Saturday, April 07, 2007

About that alleged 1966 Brown/Sanders sighting

Over the last 6+ decades, one of the "best" of all claimed U.S. Ivory-bill sightings was this one:
28 Aug 1966: Bedford P. Brown, Jr., and Jeffrey R. Sanders reported watching 2 Ivory-billed Woodpeckers scaling beetle-killed pines for 16 min along the fringes of Eglin Air Force Base in the Florida Panhandle (Dennis 1979).
Cyberthrush posted about the claimed sighting here, and on page 160 of his book, Jerome Jackson wrote:
Dennis searched the area and did not find the birds but considered the sighting valid.
On page 247 of his book, Geoff Hill writes:
...According to Ken Able, who was a prominent birder as well as ornithology professor at the time, Brown and Sanders were active birders in the Chicago area in the 1960s and 1970s. They nearly always birded together, and over a period of several years they reported a number of very rare birds around the Chicago area. Ultimately, these reports were shown to be fraudulent, Brown and Sanders confessed, and a long retraction of records appeared in the pages of Audubon Field Notes, the forerunner of North American Birds. The 1966 ivorybill sighting along the Yellow River occurred during the time of the incidents in Chicago.
Notes from a guy named "Ken Able" appear on Hill's website here. Able heard some toots in the forest last month and was moved to write:
...Could these calls have been made by a blue jay or something else other than an ivory-bill? Of course, anything is possible. Personally, I am convinced that they were made by an ivory-bill.
Update: A related post from BINAC is here.

2 comments:

Anonymous said...

Tom:

"A guy named Ken Able" I believe refers to Dr. Kenneth P Able who is another one of those otherwise crazy ornithologists, apparently willing to trash his reputation over this extinct bird.

You know the type, they publish in low-rent journals like Nature, Journal of Experimental Biology, Animal Behavior, weird sounding German journals, not to mention mainline ornithological journals, and think they actually know how to identify birds by sight and sound. We skeptics of course know better. I believe he recently retired, perhaps he is senile.

If interested in seeing more on him:

http://www.albany.edu/~kpa/

Later...

Anonymous said...

"willing to trash his reputation over this extinct bird"

The reason there is no shortage of biologists willing to destroy their reputations is obvious.

Monetary Values:

Reputation: $0.00

Extinct Bird: Estimated to be at least $15 Million per year and rising.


__Task requirements__: Copy out, from the data below, each line in which the word "Count" occurs.

__Material shown__:
◇ ◇ ◇ ◇
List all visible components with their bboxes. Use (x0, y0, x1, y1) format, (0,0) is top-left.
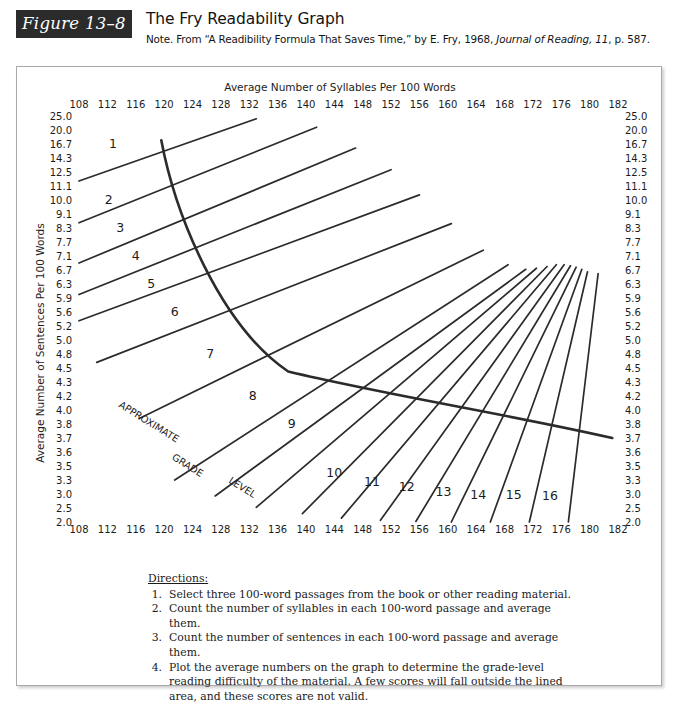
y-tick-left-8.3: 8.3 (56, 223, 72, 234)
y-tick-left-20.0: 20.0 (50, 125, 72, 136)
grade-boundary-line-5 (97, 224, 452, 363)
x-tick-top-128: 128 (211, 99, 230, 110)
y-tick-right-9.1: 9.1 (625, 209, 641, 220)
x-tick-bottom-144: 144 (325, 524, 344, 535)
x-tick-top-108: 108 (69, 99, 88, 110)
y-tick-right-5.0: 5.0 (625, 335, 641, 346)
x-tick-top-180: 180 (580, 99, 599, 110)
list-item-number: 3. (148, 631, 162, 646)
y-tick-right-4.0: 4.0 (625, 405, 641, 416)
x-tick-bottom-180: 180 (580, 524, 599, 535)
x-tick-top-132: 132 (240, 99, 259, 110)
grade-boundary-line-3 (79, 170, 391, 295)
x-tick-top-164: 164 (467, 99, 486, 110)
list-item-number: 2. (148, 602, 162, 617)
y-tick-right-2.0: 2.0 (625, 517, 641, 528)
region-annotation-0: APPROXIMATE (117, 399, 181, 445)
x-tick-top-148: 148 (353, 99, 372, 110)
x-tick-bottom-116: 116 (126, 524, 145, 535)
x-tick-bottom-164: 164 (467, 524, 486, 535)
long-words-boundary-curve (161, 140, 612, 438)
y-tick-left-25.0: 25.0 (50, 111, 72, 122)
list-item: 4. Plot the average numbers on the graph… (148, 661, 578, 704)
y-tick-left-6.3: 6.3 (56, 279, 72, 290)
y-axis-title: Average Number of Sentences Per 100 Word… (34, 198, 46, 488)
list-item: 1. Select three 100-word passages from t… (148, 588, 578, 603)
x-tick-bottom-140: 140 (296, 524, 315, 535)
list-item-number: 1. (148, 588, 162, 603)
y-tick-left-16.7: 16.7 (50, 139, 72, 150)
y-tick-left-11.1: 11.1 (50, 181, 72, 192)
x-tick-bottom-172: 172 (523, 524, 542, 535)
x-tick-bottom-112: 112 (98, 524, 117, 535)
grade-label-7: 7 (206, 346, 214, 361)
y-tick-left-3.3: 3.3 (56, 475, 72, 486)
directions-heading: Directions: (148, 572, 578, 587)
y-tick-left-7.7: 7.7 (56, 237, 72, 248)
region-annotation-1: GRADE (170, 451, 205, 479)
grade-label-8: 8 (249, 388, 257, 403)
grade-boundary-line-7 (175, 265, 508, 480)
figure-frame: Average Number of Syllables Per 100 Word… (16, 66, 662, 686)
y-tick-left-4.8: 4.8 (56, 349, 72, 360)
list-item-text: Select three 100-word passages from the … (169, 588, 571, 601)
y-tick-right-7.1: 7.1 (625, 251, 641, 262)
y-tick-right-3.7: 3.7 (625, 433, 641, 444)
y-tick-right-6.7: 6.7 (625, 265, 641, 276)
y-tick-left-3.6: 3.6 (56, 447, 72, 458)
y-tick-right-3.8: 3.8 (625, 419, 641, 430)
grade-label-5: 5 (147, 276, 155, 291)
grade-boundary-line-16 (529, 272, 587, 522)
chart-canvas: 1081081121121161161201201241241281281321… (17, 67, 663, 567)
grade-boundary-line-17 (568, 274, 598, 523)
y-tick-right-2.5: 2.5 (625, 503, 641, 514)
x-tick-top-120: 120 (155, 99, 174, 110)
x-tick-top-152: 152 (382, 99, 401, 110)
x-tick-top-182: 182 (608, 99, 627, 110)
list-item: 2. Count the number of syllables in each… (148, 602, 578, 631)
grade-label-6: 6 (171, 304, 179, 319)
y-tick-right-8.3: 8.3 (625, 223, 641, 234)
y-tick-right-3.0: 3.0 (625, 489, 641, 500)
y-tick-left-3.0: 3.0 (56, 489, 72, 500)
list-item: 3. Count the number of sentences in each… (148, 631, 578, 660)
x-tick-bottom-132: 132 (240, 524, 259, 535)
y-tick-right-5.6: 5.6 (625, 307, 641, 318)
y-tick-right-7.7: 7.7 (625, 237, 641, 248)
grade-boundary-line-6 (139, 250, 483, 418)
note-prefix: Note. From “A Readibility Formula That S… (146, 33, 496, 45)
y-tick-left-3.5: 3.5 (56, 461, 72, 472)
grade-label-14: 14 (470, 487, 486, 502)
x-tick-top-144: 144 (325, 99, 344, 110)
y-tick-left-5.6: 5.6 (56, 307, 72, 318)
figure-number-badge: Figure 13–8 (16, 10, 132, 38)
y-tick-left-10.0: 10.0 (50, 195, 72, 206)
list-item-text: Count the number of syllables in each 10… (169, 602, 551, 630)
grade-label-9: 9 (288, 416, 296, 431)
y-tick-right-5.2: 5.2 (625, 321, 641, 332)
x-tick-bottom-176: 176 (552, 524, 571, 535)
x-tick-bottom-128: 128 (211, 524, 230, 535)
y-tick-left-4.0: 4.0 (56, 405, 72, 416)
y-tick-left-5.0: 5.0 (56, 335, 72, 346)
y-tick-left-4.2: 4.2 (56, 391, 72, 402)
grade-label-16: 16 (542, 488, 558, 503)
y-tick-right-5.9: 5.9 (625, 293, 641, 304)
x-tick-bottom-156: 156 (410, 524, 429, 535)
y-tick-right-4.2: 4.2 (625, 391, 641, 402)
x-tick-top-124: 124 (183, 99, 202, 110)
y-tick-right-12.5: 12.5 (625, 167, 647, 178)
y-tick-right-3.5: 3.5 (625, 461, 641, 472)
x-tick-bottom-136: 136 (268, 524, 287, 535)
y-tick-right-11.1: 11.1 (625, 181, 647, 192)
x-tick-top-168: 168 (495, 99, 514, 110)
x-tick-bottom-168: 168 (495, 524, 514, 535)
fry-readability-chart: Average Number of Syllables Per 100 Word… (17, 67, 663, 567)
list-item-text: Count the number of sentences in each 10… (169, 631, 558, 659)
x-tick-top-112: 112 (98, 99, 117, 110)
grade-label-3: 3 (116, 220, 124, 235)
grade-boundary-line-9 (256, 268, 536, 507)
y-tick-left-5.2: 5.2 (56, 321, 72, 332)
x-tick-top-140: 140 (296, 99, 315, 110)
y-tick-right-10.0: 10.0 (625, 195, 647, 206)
◇ ◇ ◇ ◇
__Reply to the exercise__:
list-item: 2. Count the number of syllables in each… (148, 602, 578, 631)
list-item: 3. Count the number of sentences in each… (148, 631, 578, 660)
list-item-text: Count the number of syllables in each 10… (169, 602, 551, 630)
list-item-text: Count the number of sentences in each 10… (169, 631, 558, 659)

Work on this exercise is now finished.